Image by Hebrew Union College

His unadorned statement of the dialectical dilemma confronting the modern Jew attempting to navigate between the poles of tradition and the contemporary world resonated in the very depths of my being. His words struck me as clear and profound — as true. He gave me an intellectual-theological framework for analyzing the “intellectual arrangements” that Jewish thinkers and movements have advanced over the past 200 years in their attempts to affirm Jewish meaning in a world where being Jewish is no longer required.

His teachings for me were more than an intellectual exercise. They touched the recesses of my heart.

I believe Rabbi Borowitz had this impact because he always stood out as a rabbi. He always subordinated his academic role as professor to his vocation as a “moreh derekh” — a spiritual guide. He told me that even as he taught at Harvard, Columbia and Princeton, he remained on the HUC-JIR faculty because there he could offer daily Jewish prayer in a Jewish community. I found this profoundly moving and indicative of his deepest commitments and values.

The passion and love Rabbi Borowitz had for God and the Jewish people, for the imperatives of the covenantal tradition, made him my most powerful religious mentor.

Rabbi Borowitz taught Torah. He challenged my fellow students and me to conceptualize and act upon what it means to live in covenant with the Holy One, and to transform the duties that flow from that covenant into real life.

We knew he had obeyed the call of the Rev. Martin Luther King Jr. during the height of the civil rights struggles and had been jailed in 1964 with other rabbinic colleagues in St. Augustine, Florida. We read the words that he and Al Vorspan authored from that St. Augustine jail.

We heeded Rabbi Borowitz even more on account of such deeds when he charged us, as future rabbis, with the following words: “We need to guide Jews in the difficult art of maintaining an intense loyalty to Jewish tradition, that is, of living by a deeply Jewish faith, while freely assessing the virtues of the various modern ways of interpreting it — and within this continuous dialectic process to find the personal and conceptual integrity of what it means to be a modern Jew.”

I and a number of my colleagues carry his voice and this charge in our heads and in our hearts. I hear him asking me and others, again and again, “What do you think your covenantal duty is?” When Rabbi Borowitz posed that question, it was not an academic exercise.
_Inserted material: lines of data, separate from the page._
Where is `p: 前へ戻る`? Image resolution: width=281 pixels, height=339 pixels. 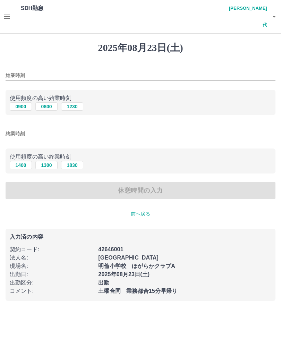
p: 前へ戻る is located at coordinates (141, 214).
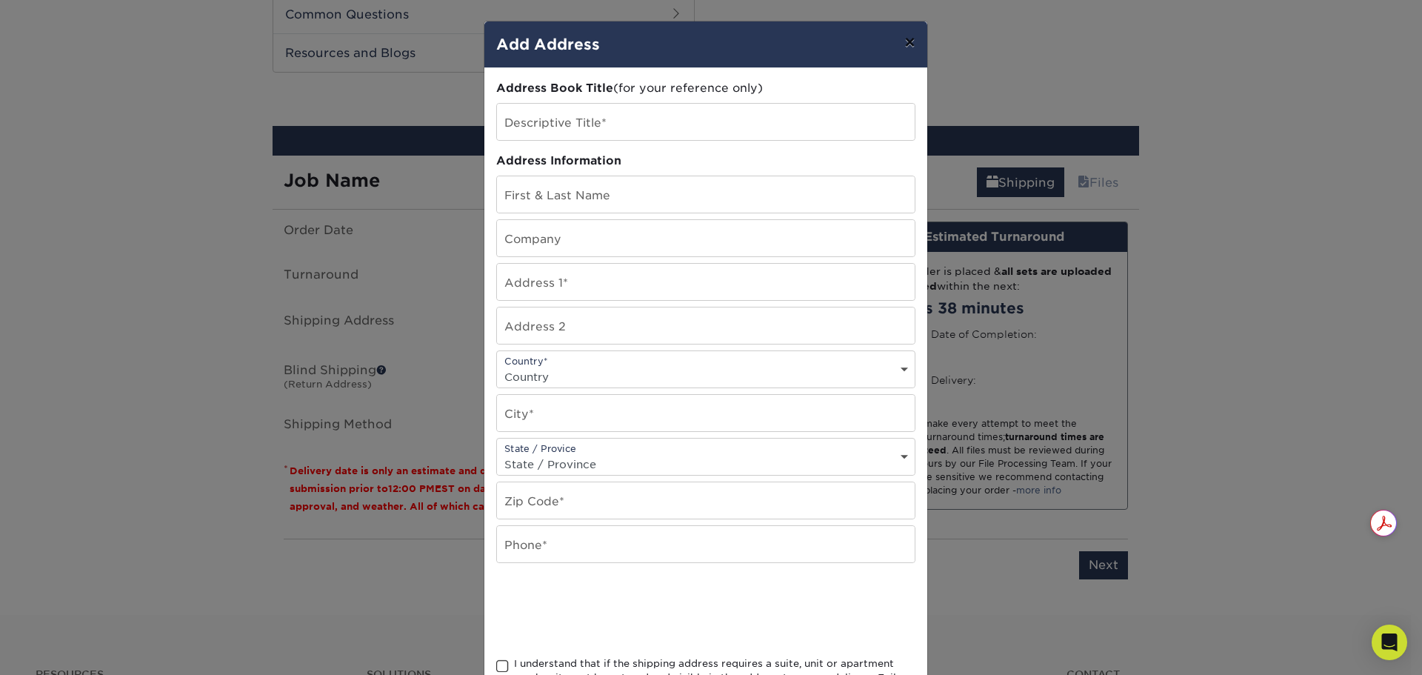 The image size is (1422, 675). I want to click on div: Open Intercom Messenger, so click(1390, 642).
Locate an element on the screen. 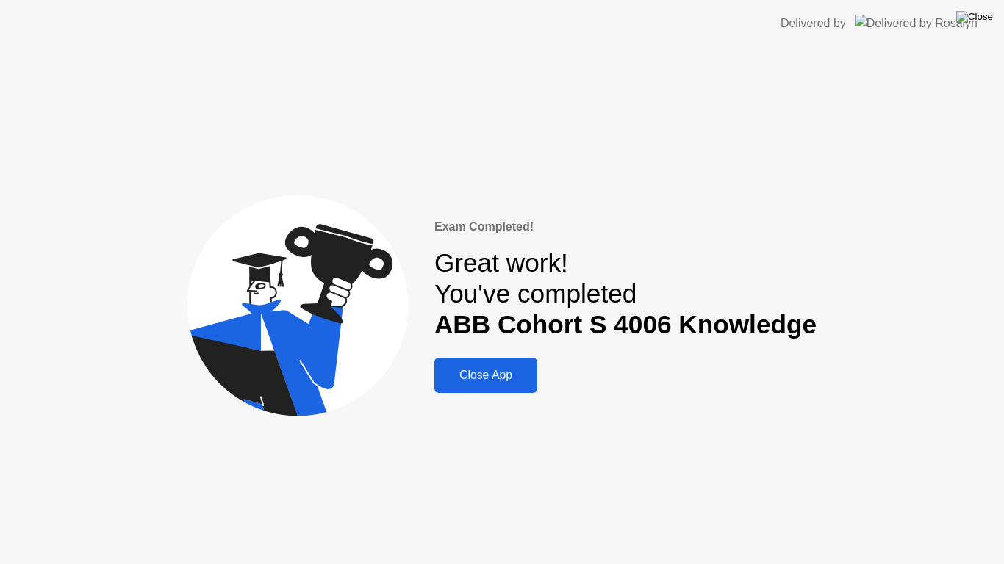 The image size is (1004, 564). img: Close is located at coordinates (974, 17).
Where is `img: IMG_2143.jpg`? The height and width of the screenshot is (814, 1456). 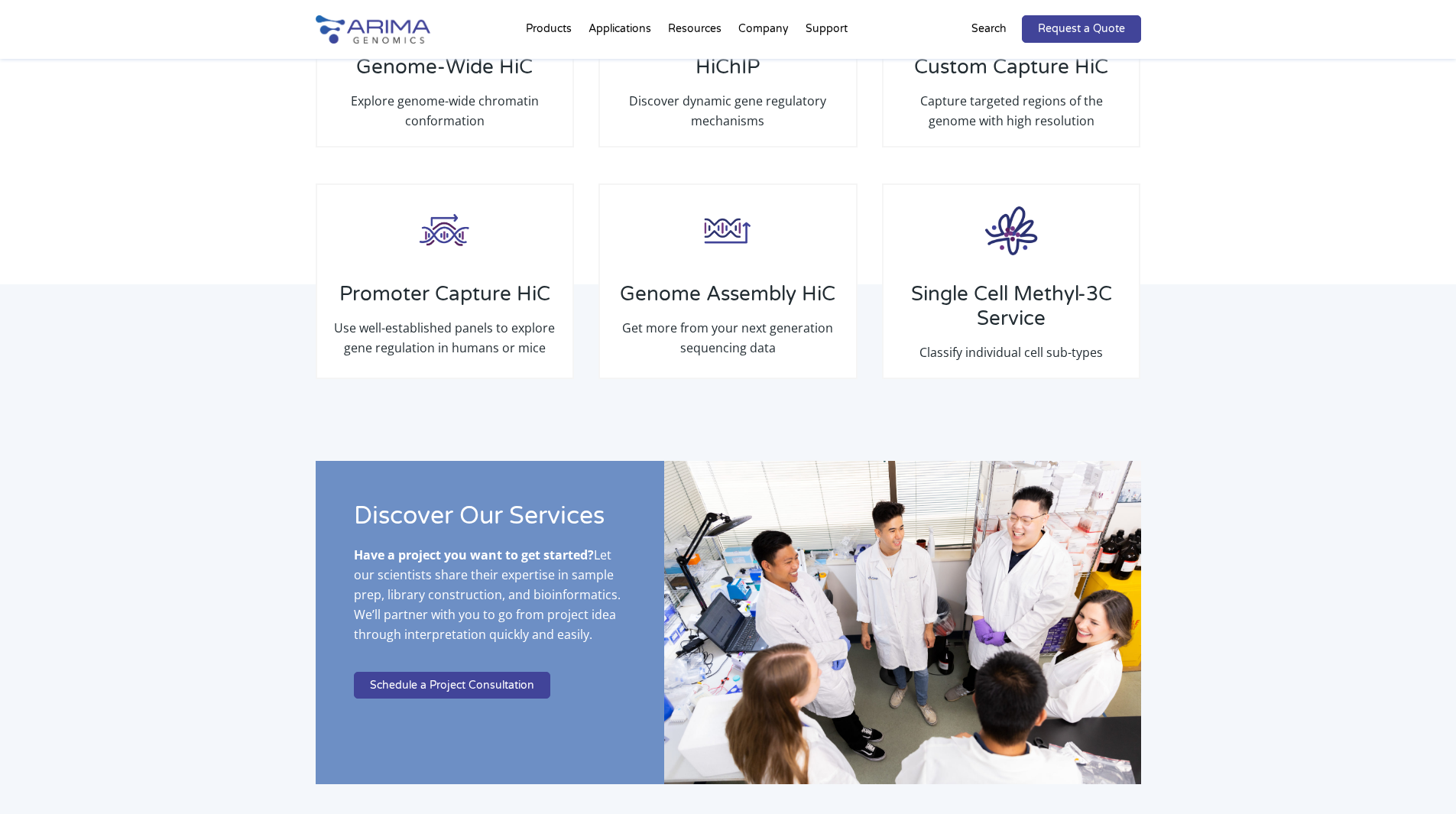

It was an existential demand.

I know that when I was unsure about whether to serve as president of HUC, it was his voice and this question that led me to assume that holy position.

Rabbi Borowitz also taught that one always has to be open to growth and change, and to acknowledge when one has been wrong and ask forgiveness. When he and I co-taught a seminar two years ago, Rabbi Borowitz invited a former student to attend the class with his ordination diploma. This student — now a rabbi — was a gay man, and in the years he had been enrolled at HUC, Rabbi Borowitz had refused to sign the ordination certificate of any gay or lesbian student.

Rabbi Borowitz, before me and all the students, and with members of his own family present, “confessed” he had been wrong when he adopted that stance. He told all of us that he regretted his past position on rabbinical ordination for gays and lesbians, and he signed the diploma before us all.

His humanity, his piety, his wrestling with God, his frailty and his greatness were all on display at that moment, and the love I felt for him was unbounded. He taught me and everyone present that we always stand before God, and that God calls upon us to respond at every moment.

My heart is torn by the death of my teacher, Rabbi Eugene B. Borowitz. Yet I am more grateful than I could ever express that he was my teacher. He will be remembered by all those he taught. Rabbi Borowitz will continue to speak to us as his lips will move through his writings from the place of his eternal rest.

Rabbi David Ellenson is director of the Schusterman Center for Israel Studies at Brandeis University. He served as president of Hebrew Union College-Jewish Institute of Religion from 2001 to 2013.